Almost half of all launches have been devoted to SpaceX’s in-house-built Starlink internet communications network, with 140 dedicated flights between May 2019 and tonight pushing over 5,900 of these small, flat-packed satellites into low-Earth orbit. Added to that list are 51 large geostationary communications satellites, 11 Earth-observing spacecraft, ten “rideshare” missions, nine classified payloads for the National Reconnaissance Office, the U.S. Space Force and the Space Development Agency (SDA), six international military cargoes for the governments of Spain, Germany, South Korea and Israel, five Block III Global Positioning System (GPS) satellites, four flights devoted to astronomy or deep-space exploration and three voyages to the Moon.

SpaceX launches its first Cygnus cargo delivery mission to the ISS on behalf of Northrop Grumman Corp. Photo Credit: Jeff Seibert/ AmericaSpace

Twenty-nine Cargo Dragons have successfully been delivered to the International Space Station (ISS) since May 2012, plus a single Cygnus resupply mission just two weeks ago on behalf of Northrop Grumman Corp. And since May 2020, a grand sum of 12 Crew Dragons—including the first all-private human mission—ferried 33 men and 12 women from 13 sovereign nations into orbit, including the first national space traveler from Türkiye and the first Arab female astronaut.

Tonight’s launch by B1082 was initially scheduled to fly at 4:30 p.m. PST Wednesday, only two hours after the Space Force’s USSF-124 mission from the East Coast; if achieved, that might have set a new empirical record of 120 minutes for the shortest interval between pairs of Falcon 9 launches, eclipsing SpaceX’s prior personal best of two hours and 54 minutes set late last December. But as Wednesday’s four-hour “launch window” progressed, SpaceX opted instead to aim for a later T-0 point, then ultimately stood down for the day and scrubbed the attempt in favor of a 24-hour turnaround to Thursday.

Last month’s Ax-3 mission included the first national spacefarer from Türkiye. Photo Credit: Jeff Seibert/AmericaSpace

Aboard tonight’s mission were 22 Starlinks weighing some 38,800 pounds (17,600 kilograms), the ninth batch of these flat-packed satellites launched so far in 2024 and bringing the total number of these satellites flown this year to date to 200. Following launch, B1082 returned to land on the deck of the West Coast-based drone ship, “Of Course I Still Love You”, while the Falcon 9’s second stage executed a standard six-minute “burn” to deliver the Starlink stack to orbit.

As a network, Starlink enables high-speed and low-latency internet provision across 70 sovereign nations and international markets in North and South America, Europe, Asia, Oceania and Africa. Landlocked Eswatini—formerly Swaziland—in southern Africa, together with Honduras and Paraguay joined Starlink in December.

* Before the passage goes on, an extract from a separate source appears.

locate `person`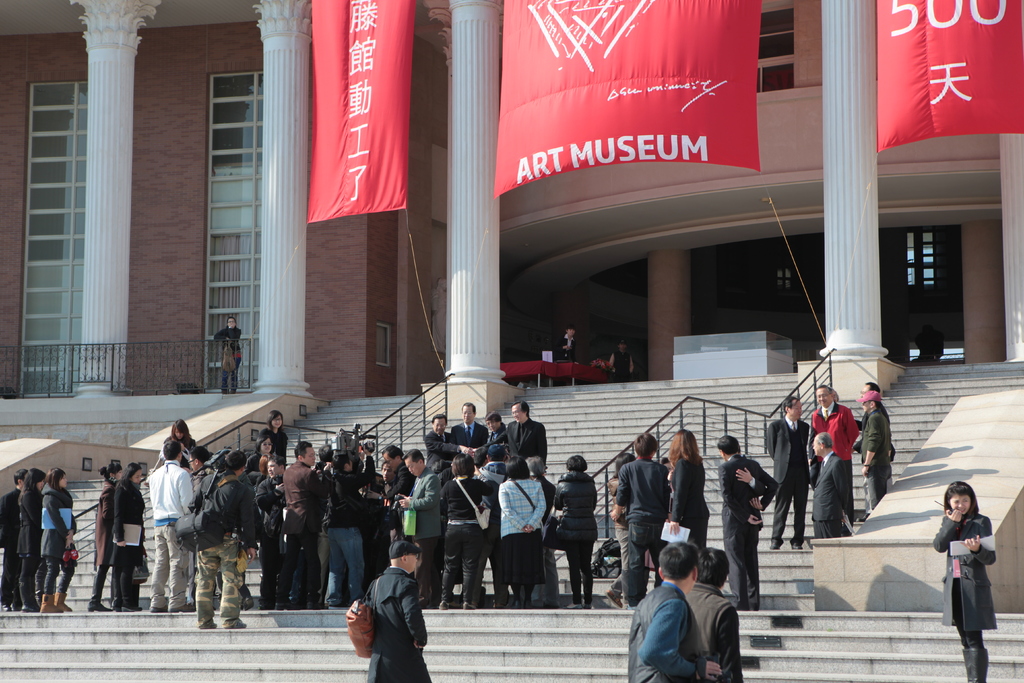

USSF-124 mission booster landing at Pad LZ-2 as seen from Titusville. Photo Credit: Jeff Seibert/AmericaSpace

January ended with seven Starlink missions from the East and West Coasts, including SpaceX’s first six “Direct-to-Cell” satellites which permit mobile network providers to offer “seamless global access to texting, calling and browsing”, whether “on land, lakes or coastal waters”, without changing hardware or firmware. Last month, SpaceX sent and received their first text messages via Direct-to-Cell a mere six days after launch.

The downsized Starlink “V2 Mini” satellites, first flown in February of last year, boast three to four times greater “usable” bandwidth than earlier Starlink iterations. “V2 Minis include key technologies—such as more powerful phased-array antennas and the use of E-Band for backhaul—which will allow Starlink to provide 4x more capacity per satellite than earlier iterations,” SpaceX explained. “Among other enhancements, V2 Minis are equipped with new argon Hall thrusters for on-orbit maneuvering.”

A Starlink stack is readied for encapsulation into its Falcon 9 payload fairing. Photo Credit: SpaceX

Florida-based intercity operator Brightline adopted Starlink on its trains earlier in 2023, the first passenger rail service in the world to do so. Additionally, El Salvador’s Ministry of Education has begun integrating Starlink capability into its schools to help close the digital divide between urban and remote rural communities and 50 Rwandan schools are now connected via Starlink’s high-speed internet service.